Last Sunday I dropped by a friend’s place and found her in the kitchen with huge bowls of cashew nuts.
My friend quickly explained she was going to take orders for fruit cakes. As I left the house I noticed there were a few Christmas ornaments around the house and my friend’s long-time helper asked me, in Cebuano, if I had started decorating as well.
Aguy, I replied, Christmas is so far off. She laughed and reminded me, the “ber” months were starting on Monday. Suddenly it all made sense, the cashew nuts and the fruit cakes and ornaments and all.
The ber months are indeed upon us, and so are Christmas carols on the radio. I am sure the malls are gearing up with their marketing strategies to cash in on what is probably the world’s longest Christmas season.
But I thought we might want to avoid the crass commercialism and look at the ber months as a season for taking stock, and for reflecting. Last week I was at a gathering of homeschooling parents at The Master’s Academy and we had a great speaker who talked about how, in planning our parenting activities, we should consider what “season” we are in our lives.
I sensed she was taking off from the passage in Ecclesiastes: “To every thing there is a season, and a time to every purpose under the heaven: a time to be born, and a time to die; a time to plant, and a time to pluck up that which is planted…”
I like countries with four distinct seasons, each with their own symbolism: spring for new life, summer for warmth, fall for transformations, winter for tranquility. Each of those seasons also have their challenges and struggles: spring, for example, reminding us of how precarious young life can be.
We have seasons too in the Philippines but they are not always as symbolic. My foreign friends laugh when I use the term “summer” to refer to April and May because for them, it’s summer all year round in the Philippines, and if one insists on seasons, they’d say we have two: hot and very hot.
Farming communities do appreciate the division of the year into the wet and dry. May’s fluvial festivities mark a cusp between a dry season and the coming rains, which bring promises of a new planting season.
We can make the ber months more meaningful, seeing it as a season to think of the seasons in our lives, “a time to get, and a time to lose; a time to keep, and a time to cast away.”
Last Saturday I was in Davao visiting a cousin and his new son, five months old. As I carried him I realized how much I was missing carrying babies.
When I got back to Manila I was driving past the neighborhood park and realized they had taken away the playground. I had seen construction going on but the slides and swings were around until this week. Their disappearance reminded me of a season that had passed, or rather of seasons passed, the passages of each child garnering courage to tackle the higher slide, to swing up higher into the air.
Each new baby in the home ushers in a new season. It’s a season of extreme joy, but it can also be a season of stress, and sacrifice if family members don’t build support for each other. Postpartum depression—very serious “black” moods right after delivering a baby—is more common in societies with nuclear families, where you’re on your own. But I suspect in our own society, with families that are too extended in the sense of many dependents—many other children and/or non-working adults—a new baby can also induce depression way beyond childbirth.

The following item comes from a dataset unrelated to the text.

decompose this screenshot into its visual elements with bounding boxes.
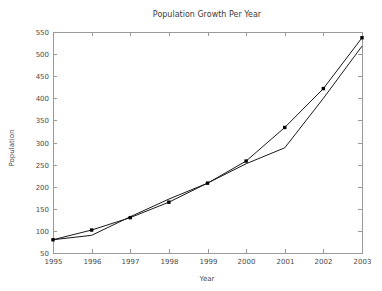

Young children in the home is a season. The house is never quiet, and our schedules revolve around the kids: who and when to take to school, to do groceries, to tutor, to get a check-up with the pediatrician, the dentist, and the many school meetings. It is a season too when we become more conscious of budgets. There is, after all, a “tuition season” too.

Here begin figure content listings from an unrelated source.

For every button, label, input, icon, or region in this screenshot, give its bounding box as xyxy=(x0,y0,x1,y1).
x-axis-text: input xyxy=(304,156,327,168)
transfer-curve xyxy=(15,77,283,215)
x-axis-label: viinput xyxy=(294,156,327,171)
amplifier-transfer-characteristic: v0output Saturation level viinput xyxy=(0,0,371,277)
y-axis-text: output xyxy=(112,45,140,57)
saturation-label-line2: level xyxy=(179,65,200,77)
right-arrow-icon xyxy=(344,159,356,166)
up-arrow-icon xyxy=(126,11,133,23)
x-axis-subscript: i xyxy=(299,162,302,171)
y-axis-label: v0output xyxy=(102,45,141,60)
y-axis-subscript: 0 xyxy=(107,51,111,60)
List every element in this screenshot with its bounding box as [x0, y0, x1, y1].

Our seasons change as the older children mature, taking on responsibilities including care for younger ones. Last week when I organized an expedition to a movie, I ushered the kids into their seats then got up to get snacks. My eldest jumped up to accompany me: “You’ll need help.”
It’s not just their greater sense of responsibility for younger siblings but also for parents. I was biking with my son some weeks back and paused at one point to catch my breath. He was way ahead but he turned back and asked, “Are you all right?”

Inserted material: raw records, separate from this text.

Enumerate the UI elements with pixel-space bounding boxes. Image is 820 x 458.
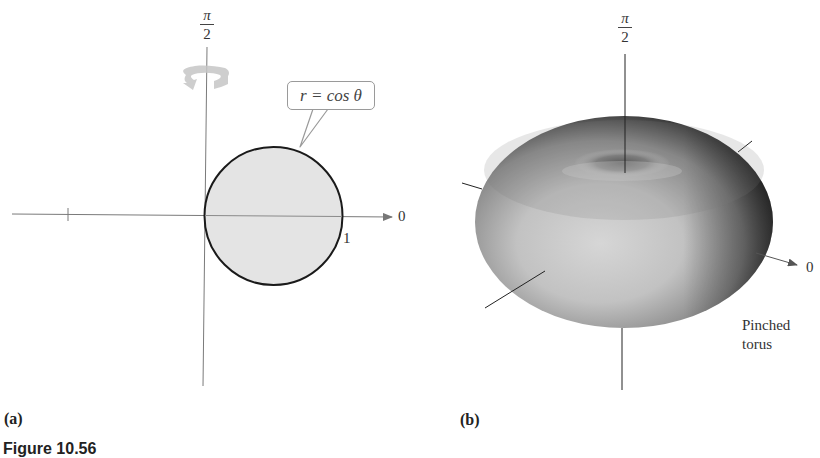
polar-axis-label-b: 0 [806,260,814,275]
vertical-axis-label-b: π 2 [615,11,635,45]
fraction-bar-b [618,27,632,28]
surface-label-line2: torus [742,335,790,354]
curve-equation: r = cos θ [300,86,362,105]
vertical-axis-label-a: π 2 [197,8,217,42]
panel-label-a: (a) [4,410,23,428]
two-denominator-b: 2 [615,30,635,45]
surface-label-line1: Pinched [742,316,790,335]
callout-pointer [300,109,328,147]
surface-label: Pinched torus [742,316,790,354]
rotation-arrow-icon [183,66,229,90]
pi-numerator: π [197,8,217,23]
back-axis-left [462,183,482,189]
radius-tick-label: 1 [343,231,351,246]
panel-label-b: (b) [460,411,480,429]
figure-caption: Figure 10.56 [3,440,96,458]
curve-equation-callout: r = cos θ [287,81,375,110]
polar-axis-label-a: 0 [398,209,406,224]
two-denominator: 2 [197,27,217,42]
pi-numerator-b: π [615,11,635,26]
fraction-bar [200,24,214,25]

“Hey,” I told him, “that used to be my line.
It’s become a standing joke now when I get home and we try to be the first one to ask, “So, how was your day?” I used to be the one asking until a few months back when he beat me to it.
I tell him he’s 8 going 18.
Generations
In Filipino homes, the seasons are shaped, too, by people of different generations. I’m living separately now from my parents because of my work, but make it a point to visit middle of the week and on weekends. There’s a special bond between my son and his Lola, even if she rarely speaks now, her face lighting up when she sees her “little boy” now not quite little. Ecclesiastes again reminds us there will be “a time to keep silence, and a time to speak.”
Someone once told me about how worried she was about a parent who was beginning to dement, and said she hoped the parent would “leave” before the dementia becoming serious. She meant it to say she didn’t want to “lose” the parent she knew.
I told her, no, even after they no longer recognize you, you will feel the bonds, in the way they respond to your greetings, to your holding their hands. I tell my children what a privilege it is for them to still be able to see their grandparents.
I know there are more seasons ahead, the hustle and bustle of a growing household quieting down to an empty nest and the children starting their own families, their own seasons.
These ber months, we should think of and marvel at the seasons of our intertwined lives. We will feel less guilty about what seems to be our inadequacies, and more appreciative of those who provide us with strength.